Friday, September 28, 2007

Dov'è Lester? Ecco Lui!!


I really do not know how to start this post, but I guess I just will. Fran and I first came to Italy in 1999. We flew into Rome, where her niece Amanda met us at the airport, and she drove us through fires and smoke in 100 plus degree weather to a beautiful hotel she had found in Naples. After taking a ferry from there to Sicily, and touring, some of the time with Amanda, we returned to Naples and the same hotel. I had wanted to see Positano, where my grandmother, Irma Jonas, had run an art workshop. We hired a driver for the day, and after seeing the Pompei ruins, as well as we could with Fran's sciatica problems, we stopped in Sorrento for lunch. While Fran was in the bathroom, I looked up and saw one of the peripatetic African traders outside the restaurant selling drums. As the church bells announced noon, our eyes met, we smiled at each other, and when Fran came out, I wanted her to look at the man, because he looked exactly like Lester. Of course, he had walked off by that time, and I could not find him on any of the other streets.

Who is Lester? This is the other start to this story. For years, and it felt like a wonderful lifetime, Lester worked with me in my classroom with behaviorally different junior high school, and later, high school students. In our case, the students were acting out, junior criminals. We worked well together. It was as if both of us were born for the work, and born to be partners. When a student decided to act out, we each knew what we would do, and how we would back each other up, without saying a word. When it came to the kids, our minds were one. When a white student used racial epithets, I would not talk to the student, only Lester could give him his work, correct his papers, or do whatever needed being done. When one of the black students used racial epithets, they were mine to deal with.

Lester was a large man. He was about six and a half feet tall, dark skinned, and weighed about 300 pounds, or a little more. He was a gentle man, and cared about the kids in a truly marvelous and loving way. I had visited him about a week before leaving for Italy. He and I had gotten out of the teaching game, and he was a much better paid reservation clerk with USAirways, and I was an administrator in Fulton. He would come to the graduate classes I taught at Oswego State to give guest lectures about dealing with behaviorally disordered children.

Now back to the main thread. I could not find this wonderful drum seller who looked like Lester. When I got home to the states, there were five phone messages for me. Four of them were from friends in Syracuse. Lester had died at six o'clock in the morning on the day I saw the drum seller in Sorrento. It was as if his spirit had visited me. Six in the morning in Syracuse is noon in Sorrento. It gave me chills, but I refused to belief in such stuff.

Now, I am just back from a trip to Florence, Rome, and Sorrento with some friends from the states. Of course there was no sign of the drum seller in Sorrento when I looked for him the first two days. On our third and last day, I saw him sitting in the main square, without any drums. I asked him if he sold drums. He did. I went to the place where he stored his wares, and bought a drum from him. I told him about Lester, and told him how I had kept my memory of the drum seller alive, and that I was so glad to see him again. He is from Senegal, and has a wonderful warmth and gentleness about him, just like Lester.

He gave me a Lester like smile. Now I have to learn to play his drum.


# TASK TO CARRY OUT
List every line in this data where the string "right" occurs.

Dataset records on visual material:
%%

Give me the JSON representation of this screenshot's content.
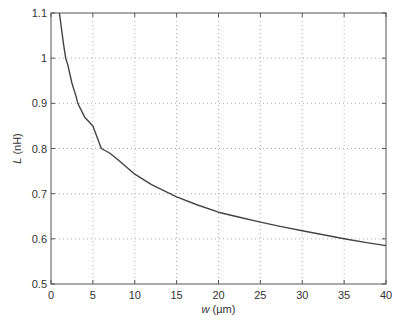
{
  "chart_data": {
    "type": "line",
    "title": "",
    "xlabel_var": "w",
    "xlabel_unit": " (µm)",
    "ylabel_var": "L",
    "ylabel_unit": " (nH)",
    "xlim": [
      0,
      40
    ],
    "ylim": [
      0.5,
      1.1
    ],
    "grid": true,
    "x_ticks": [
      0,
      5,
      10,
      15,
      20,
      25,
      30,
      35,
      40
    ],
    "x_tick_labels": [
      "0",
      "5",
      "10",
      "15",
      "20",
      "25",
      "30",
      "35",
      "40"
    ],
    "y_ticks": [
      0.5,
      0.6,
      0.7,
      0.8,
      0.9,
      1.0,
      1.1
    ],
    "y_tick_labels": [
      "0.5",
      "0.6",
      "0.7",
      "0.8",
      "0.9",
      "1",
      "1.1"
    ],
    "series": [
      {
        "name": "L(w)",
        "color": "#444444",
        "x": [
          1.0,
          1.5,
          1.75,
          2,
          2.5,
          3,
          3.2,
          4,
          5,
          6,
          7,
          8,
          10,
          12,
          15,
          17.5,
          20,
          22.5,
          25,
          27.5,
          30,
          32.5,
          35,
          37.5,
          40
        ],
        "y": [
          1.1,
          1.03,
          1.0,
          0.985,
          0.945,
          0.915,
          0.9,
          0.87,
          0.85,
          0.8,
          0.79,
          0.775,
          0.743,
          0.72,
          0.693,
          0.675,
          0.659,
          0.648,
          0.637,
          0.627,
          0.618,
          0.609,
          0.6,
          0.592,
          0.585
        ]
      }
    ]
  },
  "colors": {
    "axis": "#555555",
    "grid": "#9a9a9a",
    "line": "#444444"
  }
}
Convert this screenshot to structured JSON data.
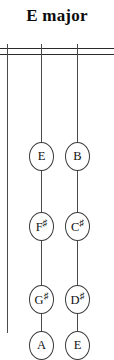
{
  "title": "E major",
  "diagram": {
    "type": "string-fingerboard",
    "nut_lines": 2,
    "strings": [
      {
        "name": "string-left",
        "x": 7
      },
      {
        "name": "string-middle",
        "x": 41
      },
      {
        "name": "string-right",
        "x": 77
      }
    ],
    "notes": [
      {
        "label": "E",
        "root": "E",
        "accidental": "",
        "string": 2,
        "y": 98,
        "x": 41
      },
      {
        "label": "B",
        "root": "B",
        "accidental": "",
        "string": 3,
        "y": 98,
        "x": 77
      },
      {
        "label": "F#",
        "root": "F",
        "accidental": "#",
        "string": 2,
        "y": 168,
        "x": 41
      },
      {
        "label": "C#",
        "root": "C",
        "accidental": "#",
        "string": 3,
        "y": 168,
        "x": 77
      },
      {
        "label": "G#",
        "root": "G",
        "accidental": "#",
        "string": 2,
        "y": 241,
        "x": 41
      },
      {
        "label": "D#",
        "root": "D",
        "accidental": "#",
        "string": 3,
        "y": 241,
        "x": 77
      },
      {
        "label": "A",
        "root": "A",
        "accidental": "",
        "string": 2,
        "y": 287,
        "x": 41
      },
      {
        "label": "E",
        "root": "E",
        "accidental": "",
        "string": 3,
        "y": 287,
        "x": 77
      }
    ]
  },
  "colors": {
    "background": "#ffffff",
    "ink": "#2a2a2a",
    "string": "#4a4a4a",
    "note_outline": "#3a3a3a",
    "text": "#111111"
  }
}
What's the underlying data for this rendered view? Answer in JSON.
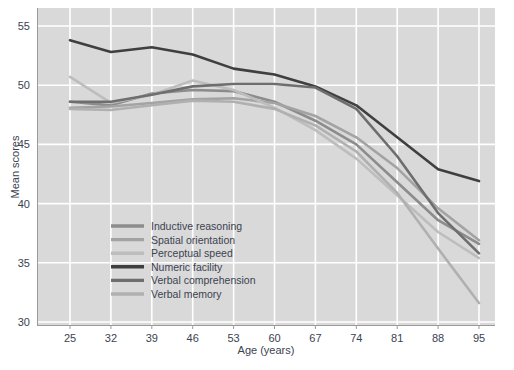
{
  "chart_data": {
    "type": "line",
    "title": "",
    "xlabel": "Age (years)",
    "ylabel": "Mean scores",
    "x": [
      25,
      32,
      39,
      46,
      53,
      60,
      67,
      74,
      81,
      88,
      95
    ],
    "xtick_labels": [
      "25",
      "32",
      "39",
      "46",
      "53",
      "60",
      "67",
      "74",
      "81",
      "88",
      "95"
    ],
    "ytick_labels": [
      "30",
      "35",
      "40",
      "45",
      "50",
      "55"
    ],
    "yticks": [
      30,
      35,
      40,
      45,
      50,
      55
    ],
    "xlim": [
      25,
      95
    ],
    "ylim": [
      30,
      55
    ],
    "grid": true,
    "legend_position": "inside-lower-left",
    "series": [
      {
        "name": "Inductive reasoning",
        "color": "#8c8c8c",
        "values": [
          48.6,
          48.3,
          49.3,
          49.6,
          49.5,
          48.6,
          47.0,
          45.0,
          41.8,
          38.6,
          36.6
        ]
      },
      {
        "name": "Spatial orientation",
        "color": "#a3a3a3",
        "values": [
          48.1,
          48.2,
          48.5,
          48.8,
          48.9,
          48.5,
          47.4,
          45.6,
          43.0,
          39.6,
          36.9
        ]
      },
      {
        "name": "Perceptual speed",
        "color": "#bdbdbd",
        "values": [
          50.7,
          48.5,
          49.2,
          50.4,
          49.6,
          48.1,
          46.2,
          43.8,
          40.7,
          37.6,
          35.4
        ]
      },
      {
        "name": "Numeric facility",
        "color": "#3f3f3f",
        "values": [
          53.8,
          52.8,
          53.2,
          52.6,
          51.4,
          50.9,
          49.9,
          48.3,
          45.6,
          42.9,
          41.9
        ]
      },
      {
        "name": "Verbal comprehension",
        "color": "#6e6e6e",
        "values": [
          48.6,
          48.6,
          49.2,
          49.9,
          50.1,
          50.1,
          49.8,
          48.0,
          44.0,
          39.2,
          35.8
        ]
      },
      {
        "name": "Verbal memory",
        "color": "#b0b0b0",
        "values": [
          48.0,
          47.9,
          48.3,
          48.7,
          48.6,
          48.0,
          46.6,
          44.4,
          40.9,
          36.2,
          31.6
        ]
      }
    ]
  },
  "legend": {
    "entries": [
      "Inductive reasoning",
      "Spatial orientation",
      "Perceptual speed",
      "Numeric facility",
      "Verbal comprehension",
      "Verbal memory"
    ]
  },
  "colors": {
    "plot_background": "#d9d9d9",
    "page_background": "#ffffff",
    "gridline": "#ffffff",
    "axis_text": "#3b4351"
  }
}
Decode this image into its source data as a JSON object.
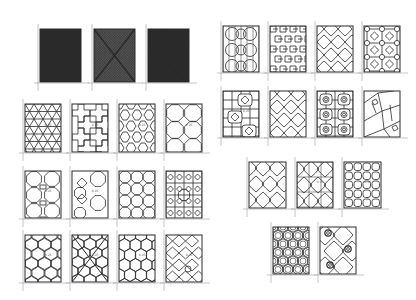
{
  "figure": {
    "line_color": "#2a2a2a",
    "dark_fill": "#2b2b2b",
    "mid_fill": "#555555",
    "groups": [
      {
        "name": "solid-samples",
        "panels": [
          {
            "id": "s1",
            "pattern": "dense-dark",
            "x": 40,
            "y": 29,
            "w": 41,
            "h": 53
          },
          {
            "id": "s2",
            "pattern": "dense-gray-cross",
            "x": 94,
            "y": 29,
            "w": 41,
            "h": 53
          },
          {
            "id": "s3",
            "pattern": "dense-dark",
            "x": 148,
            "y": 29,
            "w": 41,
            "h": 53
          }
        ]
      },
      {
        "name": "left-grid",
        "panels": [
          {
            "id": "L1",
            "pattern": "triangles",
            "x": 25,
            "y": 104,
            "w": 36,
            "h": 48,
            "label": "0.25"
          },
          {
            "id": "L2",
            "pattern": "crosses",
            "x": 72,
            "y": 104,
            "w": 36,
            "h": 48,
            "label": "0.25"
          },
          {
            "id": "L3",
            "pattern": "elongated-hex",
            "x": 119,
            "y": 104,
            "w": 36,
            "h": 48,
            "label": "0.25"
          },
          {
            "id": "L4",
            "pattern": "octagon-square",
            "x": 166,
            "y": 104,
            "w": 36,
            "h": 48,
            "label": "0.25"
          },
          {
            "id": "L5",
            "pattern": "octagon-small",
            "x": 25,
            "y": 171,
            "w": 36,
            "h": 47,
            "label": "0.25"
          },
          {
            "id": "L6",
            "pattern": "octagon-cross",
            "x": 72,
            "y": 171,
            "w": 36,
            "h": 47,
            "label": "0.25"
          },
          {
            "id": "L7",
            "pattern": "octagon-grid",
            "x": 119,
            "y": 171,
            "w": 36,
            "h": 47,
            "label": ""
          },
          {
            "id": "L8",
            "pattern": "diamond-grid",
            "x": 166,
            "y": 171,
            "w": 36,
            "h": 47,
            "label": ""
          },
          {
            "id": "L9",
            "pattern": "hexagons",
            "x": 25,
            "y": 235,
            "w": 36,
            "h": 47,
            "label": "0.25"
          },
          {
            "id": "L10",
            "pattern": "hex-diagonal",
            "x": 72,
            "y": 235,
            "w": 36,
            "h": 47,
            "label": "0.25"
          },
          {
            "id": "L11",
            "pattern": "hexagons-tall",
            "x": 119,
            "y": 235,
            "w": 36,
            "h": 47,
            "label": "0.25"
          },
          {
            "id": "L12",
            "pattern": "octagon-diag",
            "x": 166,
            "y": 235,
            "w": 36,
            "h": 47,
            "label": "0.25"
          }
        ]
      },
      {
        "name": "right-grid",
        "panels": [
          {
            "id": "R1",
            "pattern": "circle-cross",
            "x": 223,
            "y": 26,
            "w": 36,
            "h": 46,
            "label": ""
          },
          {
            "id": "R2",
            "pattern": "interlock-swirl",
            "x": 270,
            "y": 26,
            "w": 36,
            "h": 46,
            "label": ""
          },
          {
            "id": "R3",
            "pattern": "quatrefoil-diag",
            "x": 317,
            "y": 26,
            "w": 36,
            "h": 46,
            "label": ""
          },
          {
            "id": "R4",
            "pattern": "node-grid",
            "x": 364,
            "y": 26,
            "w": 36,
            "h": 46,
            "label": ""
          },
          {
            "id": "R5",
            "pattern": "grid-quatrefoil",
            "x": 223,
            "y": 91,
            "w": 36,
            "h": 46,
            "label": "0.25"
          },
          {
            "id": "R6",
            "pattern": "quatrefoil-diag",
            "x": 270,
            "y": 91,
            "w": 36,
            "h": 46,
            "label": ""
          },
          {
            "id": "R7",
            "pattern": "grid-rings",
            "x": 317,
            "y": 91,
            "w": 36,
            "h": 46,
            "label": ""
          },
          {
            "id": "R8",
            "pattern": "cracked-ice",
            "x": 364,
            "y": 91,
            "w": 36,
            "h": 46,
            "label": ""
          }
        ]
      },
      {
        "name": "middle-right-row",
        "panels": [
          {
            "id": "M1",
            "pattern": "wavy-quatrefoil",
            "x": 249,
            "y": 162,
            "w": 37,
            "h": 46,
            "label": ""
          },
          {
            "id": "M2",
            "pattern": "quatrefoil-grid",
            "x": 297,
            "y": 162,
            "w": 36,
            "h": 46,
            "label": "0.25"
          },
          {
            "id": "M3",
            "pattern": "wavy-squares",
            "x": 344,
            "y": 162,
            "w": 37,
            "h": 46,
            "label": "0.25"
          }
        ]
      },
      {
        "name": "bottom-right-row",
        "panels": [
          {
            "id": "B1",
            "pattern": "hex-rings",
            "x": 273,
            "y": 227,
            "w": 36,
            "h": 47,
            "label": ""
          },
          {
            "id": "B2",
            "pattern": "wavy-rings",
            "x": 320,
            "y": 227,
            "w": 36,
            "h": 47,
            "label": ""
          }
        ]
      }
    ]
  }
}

%%

# RESULT BELOW
        "name": "string-right",
        "name": "right-grid",
        "name": "middle-right-row",
        "name": "bottom-right-row",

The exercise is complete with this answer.